• **DESCRIPTION OF THE TASK**:
From the line containing "Describe the element" to the end of the records below, both included, every line should be repeated exactly; pictures should be dropped.

Collection entries
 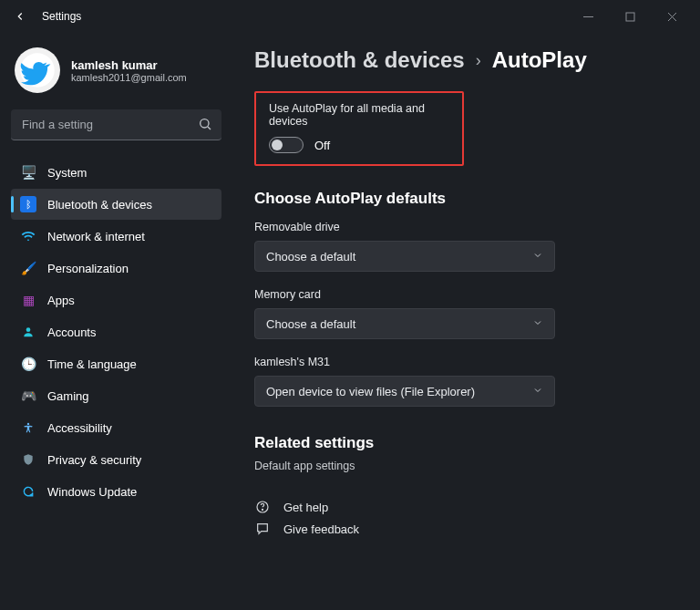 I want to click on link-label: Get help, so click(x=306, y=507).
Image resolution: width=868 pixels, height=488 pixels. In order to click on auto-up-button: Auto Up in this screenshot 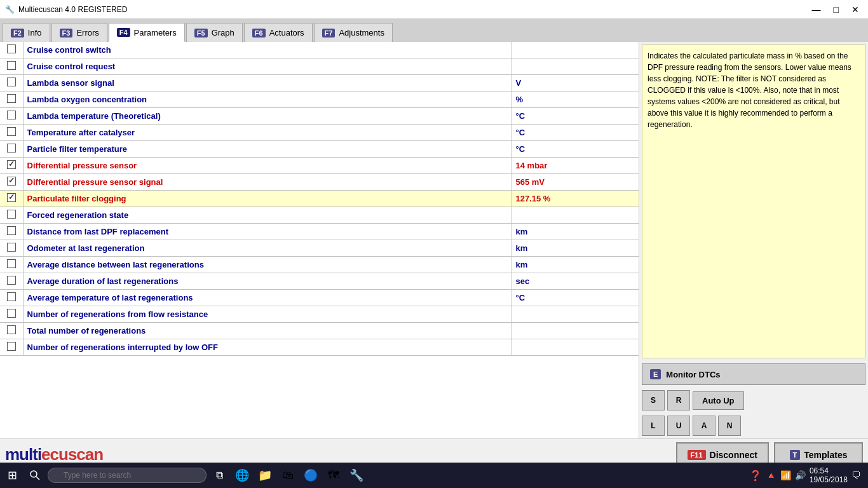, I will do `click(718, 400)`.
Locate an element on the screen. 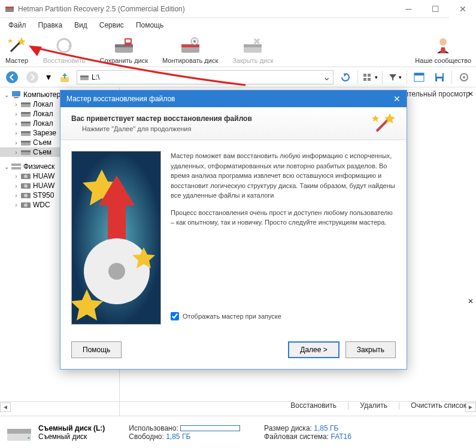 The width and height of the screenshot is (476, 448). window-title: Hetman Partition Recovery 2.5 (Commercia… is located at coordinates (207, 9).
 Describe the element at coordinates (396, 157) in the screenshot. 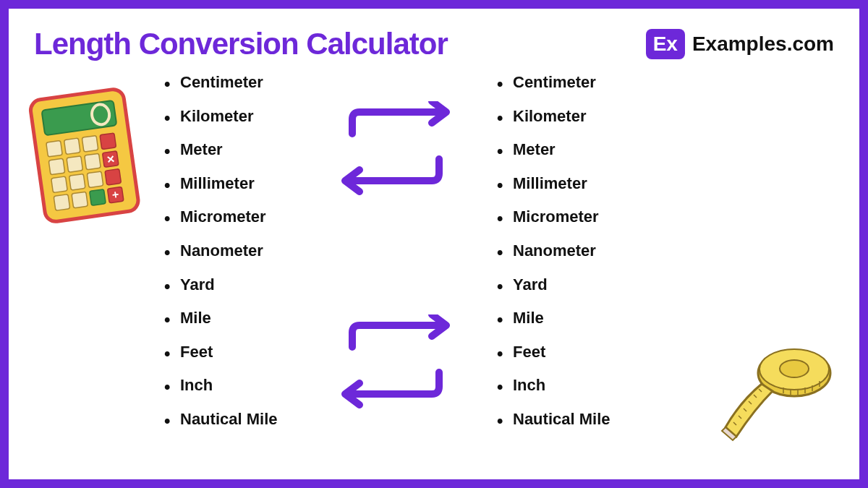

I see `swap-arrows-top` at that location.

• **RESPONSE BOX**:
 Describe the element at coordinates (396, 157) in the screenshot. 

I see `swap-arrows-top` at that location.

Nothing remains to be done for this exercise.